One of the urgobs in power armor didn’t get out of the manifest zone in time, and his armor animated around him. Pulling in material from the shattered manrippers around it, it morphed and condensed, extending into the space occupied by the big hairy goblin. Tearing, ripping, and squeezing, green blood sprayed out of it like leaking coolant, bits and pieces of flesh and hide in the way were scattered in all directions like they came out of a blender, and bone became a convenient anchor to wrap in steel. After some cracking and reassembling, it formed a new skeleton, while extruded urgob brains dripped down from its new shiny skull.
That was before the hobgoblin chieftain’s power sword carved it into three pieces with double-handed swings, ripping it apart before it could fully manifest, and a Thunder Hammer blew its torso clean apart.
This was, I noted, a unique opportunity to get Enmity: Law and Bane: Lawful Soulborn on Chalice. Axiom Events never occurred inside the Warp Zone, after all, which was where I’d gotten a tremendous amount of my Slaughter qualifications for Chalice. There were a lot of my girls who did have them, since they had done a lot of fighting near Warp Events which spawned Axiomatics in response, but not me.
Naturally, I indulged. The nature of Slaughter and Magic Weapons meant I could only have three of the four opposed Alignments, and I certainly wasn’t going to pick up Enmity: Good, or Unholy anytime soon.
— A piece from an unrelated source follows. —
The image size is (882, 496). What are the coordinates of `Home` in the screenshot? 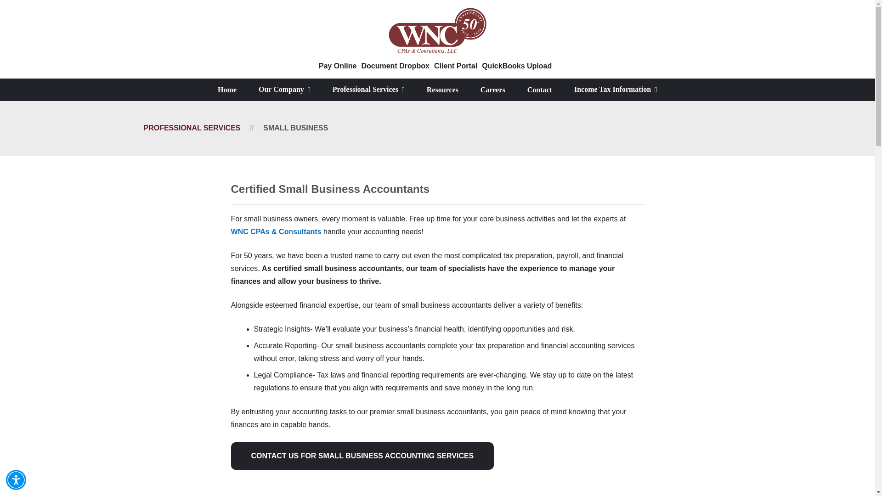 It's located at (227, 90).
These things were emotionless, but basically just as bad for mortal life as the Warped, however they tried to justify it. If all they did was kill the Warped, fine and dandy, Let Them Fight. Unfortunately, they were like the nadir of hyperconservative reactionary jerks, and if you didn’t meet their impossible standards, death was the only solution.
So, we slaughtered them as they were manifesting without any reservations at all. Unfortunately, it was a big battlefield, and they were coming in all over it.
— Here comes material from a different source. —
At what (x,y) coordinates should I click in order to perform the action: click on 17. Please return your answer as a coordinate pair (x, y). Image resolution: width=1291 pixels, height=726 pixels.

“Node at the top!” Jensa pointed out for everyone, not that anyone could do anything about it.
The primary Axiomatic was coming in atop the turtle-shell of the mechanite nodemind, steel crinking and protesting as it adopted new forms, and technology bent and twisted into new paradigms and functions to serve absolute Law.
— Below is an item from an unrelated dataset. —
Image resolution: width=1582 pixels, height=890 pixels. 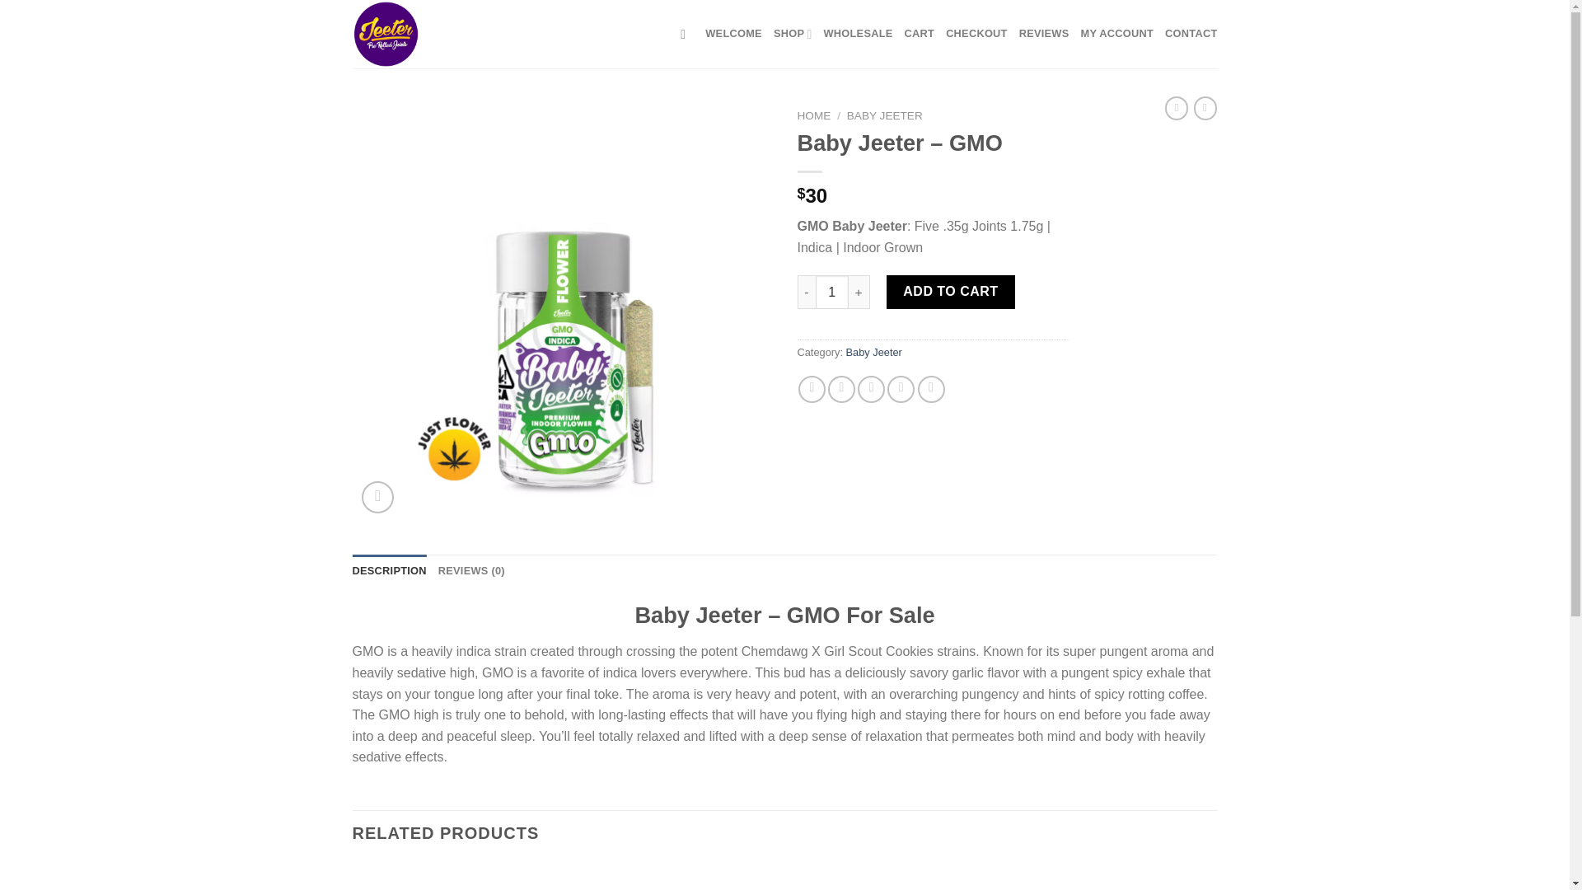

“Count the limbs, count the limbs...”
Axiomatics had weird forms, numbers based. The lowest order of them were flat, like cards, with slender, robotic arms and legs extending out from them, strange abstract faces on their card-bodies.
The second tier was shaped like d4’s, four-sided pyramids, one limb from each vertex, an eye on each face, except the bottom, which hovered along. Tier Three was cubes, while Four was four-point stars, the first of the true Axiomatics. Five looked like a starfish with legs, six looked like a humanoidish thing with a hexagonal head and spiked tail.
Seven through Nine were the Greater Axiomatics, denoted by their frills arranged in seven through nine-point halo-like polygons, and no connecting necks. They had a number of limbs equal to their ranks. Seven had four arms equally spaced around it, and a tripartite face with an extra eye in the ‘front’; Eights added a tail tipped by a bludgeoning sphere, had heads like diamonds; and the Nines, so rarely seen as to be myths, had heads like crystal spheres, eight lesser spheres like a crown above them, and three tiers of three-fingered arms on their bodies.
Nobody had ever seen a Ten, but since a Nine was equal to a Greater Warp Demon, that would be like getting an Avatar on site, and nobody was going to survive something like that.
Diamond-shaped head formed of imperfect crystals melding and flowing together, steel forming the body out of armor plating, wires and struts meshing in to form a false body animated by Axiomatic energy from the fringes of the Warp...
“Pull back, and point at the Warp flare!” I ordered, retreating and pulling back out of the manifest zone as scores of Axiomatics much larger than human size were forming in the area nobody was present in.
I was confident of beating the shit out of an Eight or even a Nine Axiomatic, and sorely tempted to try my luck... but I had better things to do.